It is a huge, complicated, expensive process when any grid is dominated by renewables and introduces huge reliability risk and rising costs.
SMRs could be installed into our current grid as a “plug and play” replacement for retiring coal and gas plants, saving billions of dollars. They would also deliver increased grid-generating capacity and inertia, stability, reliability and reduced costs to consumers. Like all nuclear generation, SMRs have incredibly low carbon emissions, as good or better than wind and solar. Our economy will not be dependent on the weather or on solar panels and wind turbines, 95 per cent of which are made offshore.
Having a civil nuclear industry would increase our sovereign independence with additional long-term benefits to the AUKUS initiatives.
To arrive at full life-cycle cost comparisons between a renewables-predominant system to one with nuclear, you must also account for the very short lifespan of solar panels, wind turbines and batteries, which will need replacement four times over the 60 to 80-year lifespan of well-maintained modern nuclear plants.
The new Generation III+ SMRs have a design life of 60 years, but this can be extended to 80 years with midlife refurbishments, as Canada has done. SMRs by design have a 90 per cent reduced geographical footprint compared with conventional nuclear plants, and have 50 per cent less material intensity. They are constructed off site using the economies of series production, not as bespoke builds, and have passive safety systems in place so that “Fukushimas” and “Chernobyls” can’t ever happen.
SMRs reflect 70 years of continuous evolution in design just like that of cars, trains, jets, computers and iPhones. They are scheduled to appear on grids in Ontario, Canada, in 2028 and 2030 in the US, not some far distant decade.
Evolution of Generation IV micro-modular reactors, ideal for remote sites, islands or mines, is also proceeding apace.
Digital cloud providers and industrial complexes are already turning to SMRs to secure their industrial facilities and cloud data systems. Britain, France, Estonia, Poland, the Czech Republic, Sweden, Romania and Japan have announced plans for new SMRs.
Through further innovation, all of these countries have worked out how to recycle spent fuel as well as harvest valuable medical isotopes. Gen IV plants also have the ability to burn spent fuel, reducing the amount of waste fuel, while deep geological repository is an internationally established safe method of final storage. The Australian-developed and deployed Synroc process reduces the final volume of that storage even further.
Modern nuclear is cost-competitive when designs are 100 per cent complete and approved, with skilled project management and supply chains in place, before the first sod is turned. Second, it’s important to build nuclear plants as part of a series – this is at the heart of SMR design. The UAE has demonstrated how building in a series can be done in the space of 10 years and has just deployed three large reactors with a fourth to follow.
Australia is a modern advanced country that already has a nuclear capability and excellent regulatory framework. We need to wake up and stop ignoring the obvious.
We should embrace this latest generation of nuclear technology and remove the legislative prohibitions at state and federal levels.
Australia can be reassured SMRs are incredibly safe, they are as clean as wind and solar and, with the right energy mix of renewables, will deliver affordable, reliable electricity for everyone.
Dr David Gillespie is a Nationals MP, a former gastroenterologist physician and chair of the Parliamentary Friends of Nuclear Industries.
Small modular reactors of less than 300MW capacity do not require the grid expansion that is planned under the Australian Energy Market Operator’s Integrated System Plan, which maps out the details of the nation’s energy transition to a decarbonised grid.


§ **Task to complete**: Which lines below contain "this"? Pull them out.

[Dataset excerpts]
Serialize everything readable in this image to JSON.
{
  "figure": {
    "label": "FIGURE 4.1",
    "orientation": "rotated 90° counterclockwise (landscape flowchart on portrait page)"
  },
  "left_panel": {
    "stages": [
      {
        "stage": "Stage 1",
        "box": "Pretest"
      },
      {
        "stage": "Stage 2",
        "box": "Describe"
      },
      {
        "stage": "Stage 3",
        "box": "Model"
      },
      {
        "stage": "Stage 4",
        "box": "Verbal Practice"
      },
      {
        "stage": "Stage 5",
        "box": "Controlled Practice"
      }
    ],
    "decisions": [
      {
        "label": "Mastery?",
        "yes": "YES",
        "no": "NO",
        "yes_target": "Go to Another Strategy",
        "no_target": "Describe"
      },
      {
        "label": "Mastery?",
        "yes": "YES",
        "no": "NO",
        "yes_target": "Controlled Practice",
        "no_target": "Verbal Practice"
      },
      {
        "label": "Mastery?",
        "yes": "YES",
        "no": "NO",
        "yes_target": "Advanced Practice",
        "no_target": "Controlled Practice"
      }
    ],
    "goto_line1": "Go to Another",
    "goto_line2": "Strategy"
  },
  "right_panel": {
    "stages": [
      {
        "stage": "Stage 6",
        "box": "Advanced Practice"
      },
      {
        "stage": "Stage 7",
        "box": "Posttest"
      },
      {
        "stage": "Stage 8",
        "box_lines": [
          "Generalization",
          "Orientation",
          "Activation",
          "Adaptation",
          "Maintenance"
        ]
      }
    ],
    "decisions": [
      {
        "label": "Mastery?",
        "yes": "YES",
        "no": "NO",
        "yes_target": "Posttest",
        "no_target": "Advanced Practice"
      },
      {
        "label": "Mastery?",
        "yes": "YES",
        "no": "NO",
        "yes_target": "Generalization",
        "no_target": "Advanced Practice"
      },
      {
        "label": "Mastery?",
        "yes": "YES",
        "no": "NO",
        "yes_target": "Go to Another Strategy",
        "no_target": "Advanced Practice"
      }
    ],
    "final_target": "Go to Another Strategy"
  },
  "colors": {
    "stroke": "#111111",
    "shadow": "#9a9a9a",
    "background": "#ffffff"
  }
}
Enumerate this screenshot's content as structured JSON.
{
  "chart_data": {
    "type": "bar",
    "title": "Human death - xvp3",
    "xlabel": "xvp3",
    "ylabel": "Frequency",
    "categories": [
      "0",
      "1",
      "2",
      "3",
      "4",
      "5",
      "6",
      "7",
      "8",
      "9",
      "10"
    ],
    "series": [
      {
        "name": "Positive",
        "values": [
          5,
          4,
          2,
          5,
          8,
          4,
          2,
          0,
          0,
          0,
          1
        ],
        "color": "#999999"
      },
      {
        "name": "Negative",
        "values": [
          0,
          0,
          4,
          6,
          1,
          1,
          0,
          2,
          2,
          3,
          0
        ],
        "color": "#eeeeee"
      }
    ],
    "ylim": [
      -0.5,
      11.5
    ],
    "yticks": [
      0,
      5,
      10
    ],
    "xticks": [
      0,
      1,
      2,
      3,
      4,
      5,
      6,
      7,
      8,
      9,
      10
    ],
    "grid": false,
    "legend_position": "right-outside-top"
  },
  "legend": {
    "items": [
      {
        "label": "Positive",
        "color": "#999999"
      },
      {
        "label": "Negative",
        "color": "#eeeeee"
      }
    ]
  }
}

§ **Response area**:
Serialize everything readable in this image to JSON.
Enumerate this screenshot's content as structured JSON.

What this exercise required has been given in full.